Tuesday, March 14, 2006

Baskin B*ll

I had had an exchange with Baskin previously that I put up on this blog.

Well, he's back, this time in a JPost op-ed.

Here's just the beginning:-

Almost all of my Palestinian colleagues tell me that Hamas will change. They say that once Hamas has the burden of governing they will have to become more pragmatic. They speak of the process of change that they themselves went through.

In 1976 together with a small group of Zionist students in New York I had a clandestine meeting with the PLO ambassador to the United Nations attempting to convince him to support the two-state solution and to recognize Israel. His response was "over my dead body." At that point I realized that until the PLO made the decision to support the two-state solution there was no basis for dialogue. In March 1988 shortly after the outbreak of the first intifada, reading the flyers of the Unified Leadership of the Intifada which called for ending the occupation of the West Bank and Gaza, I came to the conclusion that the PLO had changed.

In November 1988, the PLO made that change official at the meeting of the Palestine National Council in Algiers. In early 1988 I began working on the establishment of the Israel/Palestine Center for Research and Information, a joint Israeli-Palestinian public policy think-tank in order to advance the two-state solution.


And another excerpt:

It may take time for the Hamas to meet Israeli conditions for negotiations. Hamas will never recognize Israel as a Jewish state - I cannot say Fatah ever recognized Israel as a Jewish state.

I think that Hamas will be pressured by the Arab world to support the Arab League peace initiative which calls for Israel to withdraw to the 1967 lines, in return for which Israel will be recognized by the entire Arab world who would sign peace treaties with Israel.

Hamas, at this time is not interested in a mini-Palestinian state in part of the West Bank and Gaza with provisional borders as called for in Phase II of the road map. Hamas is not interested in negotiations with Israel.

Despite the comments of Khaled Mashal against the Acting Prime Minister Ehud Olmert's plan for unilateral disengagement from most of the West Bank, Hamas has no real problem with that plan.

Hamas will not oppose any Israeli decision to withdraw or to remove settlements. My friend, the PA minister, tells me that since the Palestinian elections Hamas has toned down what he called "the culture of resistance." He says that Hamas is now speaking much more about "steadfastness" - the same term used by Fatah during the 1970s and 1980s.


This is so much b*llsh*t. And he's a "peace activist".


§ Task brief: Please, starting at the line that contains "This screenshot has", reproduce every line exactly until the records run out, skipping all pictures.

Stored data entries
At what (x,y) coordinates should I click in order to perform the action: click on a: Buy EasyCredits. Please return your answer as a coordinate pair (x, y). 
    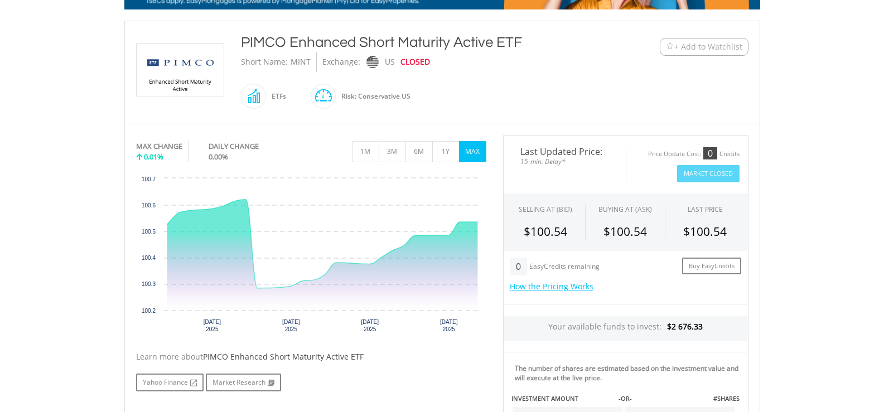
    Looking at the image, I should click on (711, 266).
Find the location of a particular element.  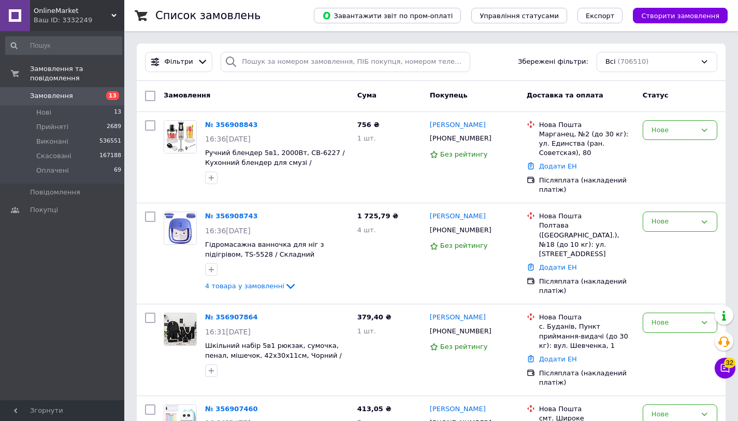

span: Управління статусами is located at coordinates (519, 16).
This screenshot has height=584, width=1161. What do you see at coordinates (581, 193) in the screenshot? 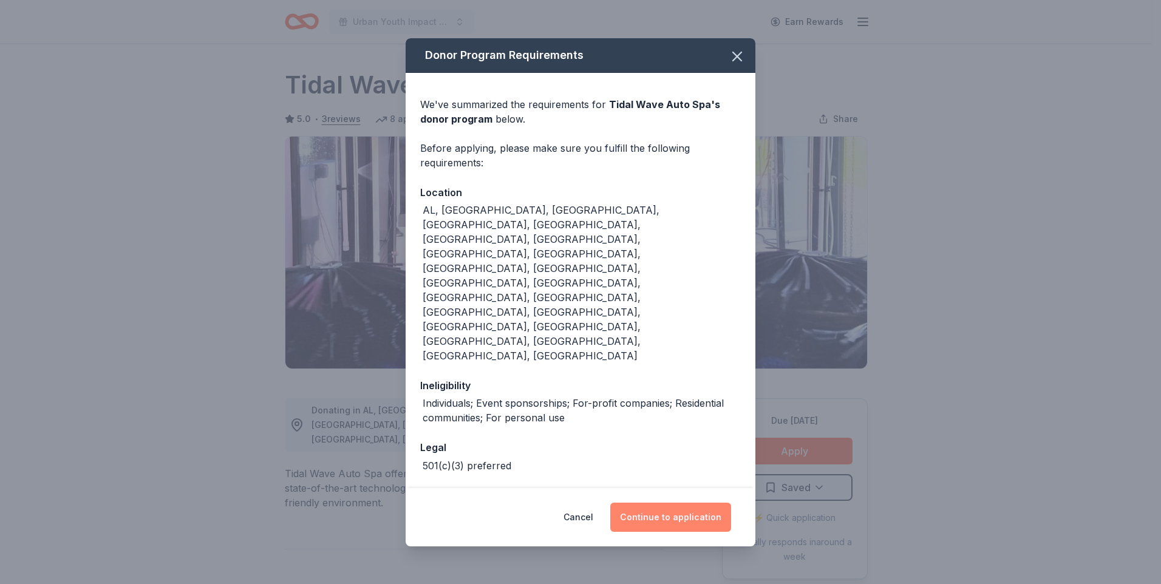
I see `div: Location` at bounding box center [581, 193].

§ Worked solution:
This screenshot has height=584, width=1161. What do you see at coordinates (581, 193) in the screenshot? 
I see `div: Location` at bounding box center [581, 193].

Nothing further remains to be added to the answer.